The New York Times' Serge Schmemann appeared no less irritated by
the election. He repeatedly called Prime Minister elect Benjamin Netanyahu "vicious"
and "ruthless." He leveled blame at the Peres camp, the Israeli media
and the voting public for their part in the governmental change of which he
disapproved. A June 2nd news report blamed the Israeli media that had "focused
largely, and at times obsessively, on Jewish security - on charges that Mr.
Arafat was not extraditing terrorists, on disputes over whether he had actually
dropped calls for Israel's destruction from the PLO covenant."
Trivial matters in the view of Schmemann who has in his own writing for
America's newspaper of record virtually ignored PLO violations of Oslo. Even
here his reference to "charges" about Arafat's failure to extradite
terrorists is a deception. It is a
fact - not a charge - that no extraditions have taken place, despite
eighteen separate requests submitted to the PA. This is not arcane information
- it bears vitally on Arafat's dereliction in meeting central commitments to
prevent violence by his own side against Israelis.

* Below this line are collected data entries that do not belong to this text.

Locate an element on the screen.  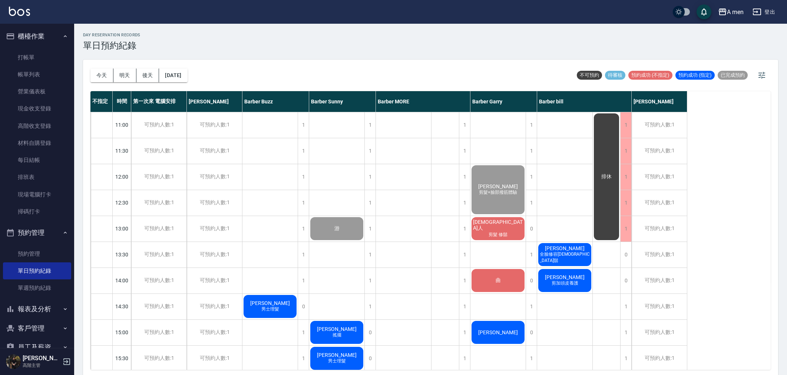
span: 剪加頭皮養護 is located at coordinates (565, 283).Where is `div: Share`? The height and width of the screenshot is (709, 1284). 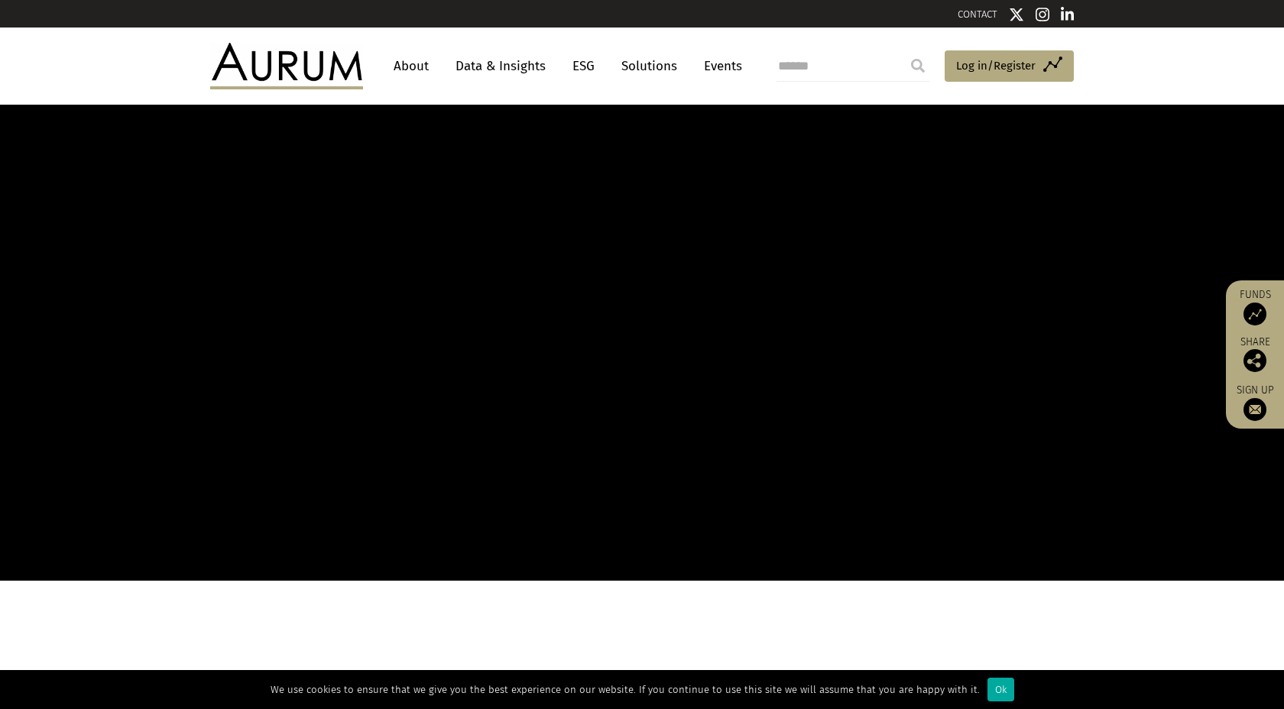 div: Share is located at coordinates (1255, 355).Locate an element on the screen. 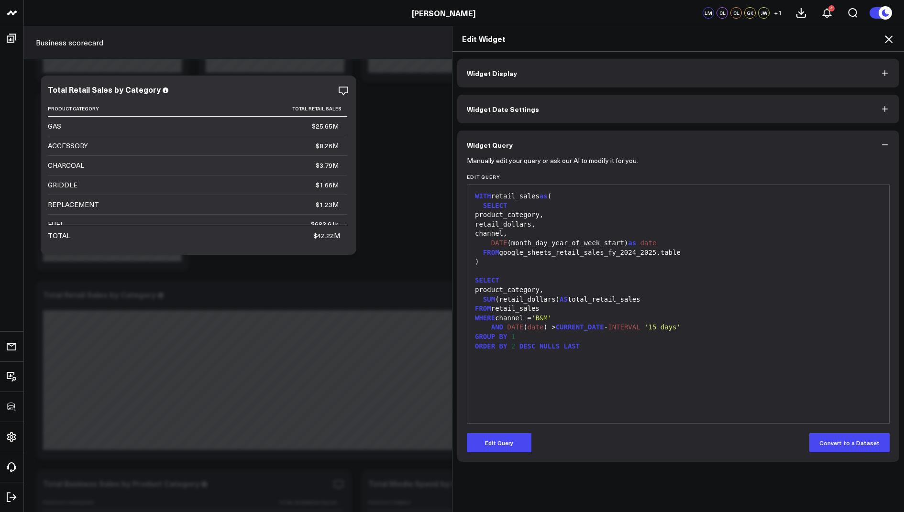  p: Manually edit your query or ask our AI to modify it for you. is located at coordinates (553, 161).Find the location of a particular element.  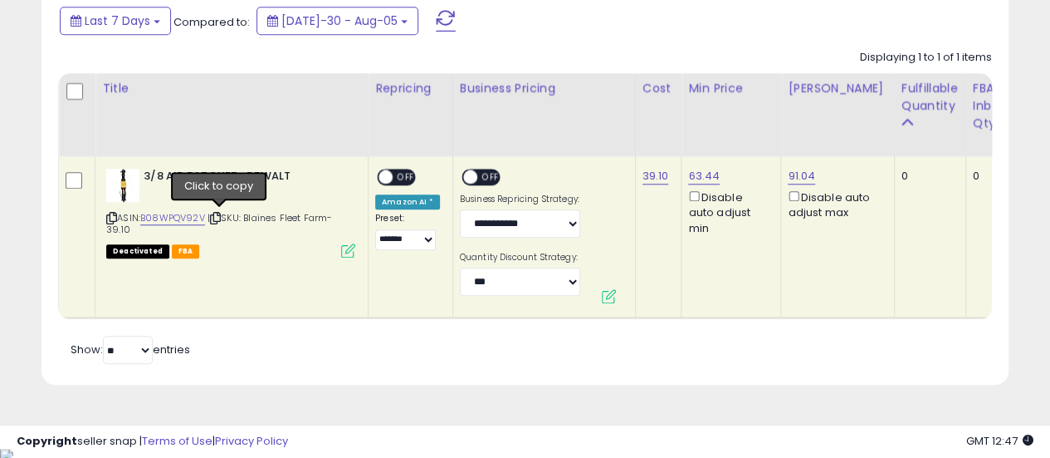

img: 216Y9qZuNmL._SL40_.jpg is located at coordinates (123, 185).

Likewise, Schmemann knows there are legitimate questions about Palestinian
failure to revoke the PLO charter. The issue is crucial to Israelis who have
seen Arafat continue since the Oslo signings to incite his own people precisely
along the lines spelled out in that charter. And Jews have died in unprecedented
numbers because of Arafat's exhortations and policies. Without revocation of
the charter's call to destroy Israel, all the other Palestinian violations of
Oslo loom even more menacing for Israelis.
Schmemann waves away such violations: "Israel was at least as culpable
by ignoring its contractual obligations to release female prisoners, to make a
transit road from Gaza to the West Bank, or to withdraw the military from
Hebron."
Thus does he equate Palestinian failure to honor its foremost commitment
under Oslo, to foreswear and prevent terrorism against Jews, to Jewish failure
to build a road, release female prisoners (after releasing thousands of
prisoners, Israeli president Ezer Weizman balked at the release of inmates
convicted of terrorist killings), and withdraw from Hebron. (In the wake of
five terror attacks in nine days, Israel froze all implementation of the
agreements until the terrorist perpetrators were rounded up. Key leaders remain
at large, primarily due to Arafat's refusal to arrest them.) Schmemann's
reports evince in particularly insidious form the media penchant to forgive the
Arabs everything and to forgive Israel nothing.
A companion soul of Schmemann's on the
Times op-ed page, Tom Friedman campaigned ardently for the Peres
government and he took the voters' decision with his familiar blend of clichéd
analysis and impudent moralizing. Rabin assassin Yigal Amir and suicide bombers
had won, he wrote, in the now-hackneyed formulation of media critics of the
election. In other words: evil had won.
This is nonsense. Just prior to the assassination, Netanyahu led Rabin in
opinion polls. The revulsion at Amir's murderous act and sympathy for the Labor
government sent polls soaring in Labor's favor. That is why the Labor
government scheduled early elections. Amir's action came close to defeating the
opposition. Suicide bombers only won if it can be argued their murderous forays
of recent years have in these election results brought them closer to
realization of their aim of annihilating Israel. Would Friedman argue that?
What makes Friedman's analysis and that of so many other media commentators
sterile and ultimately useless to the public is its contempt for the facts and,
in this instance, its contempt for the people of Israel.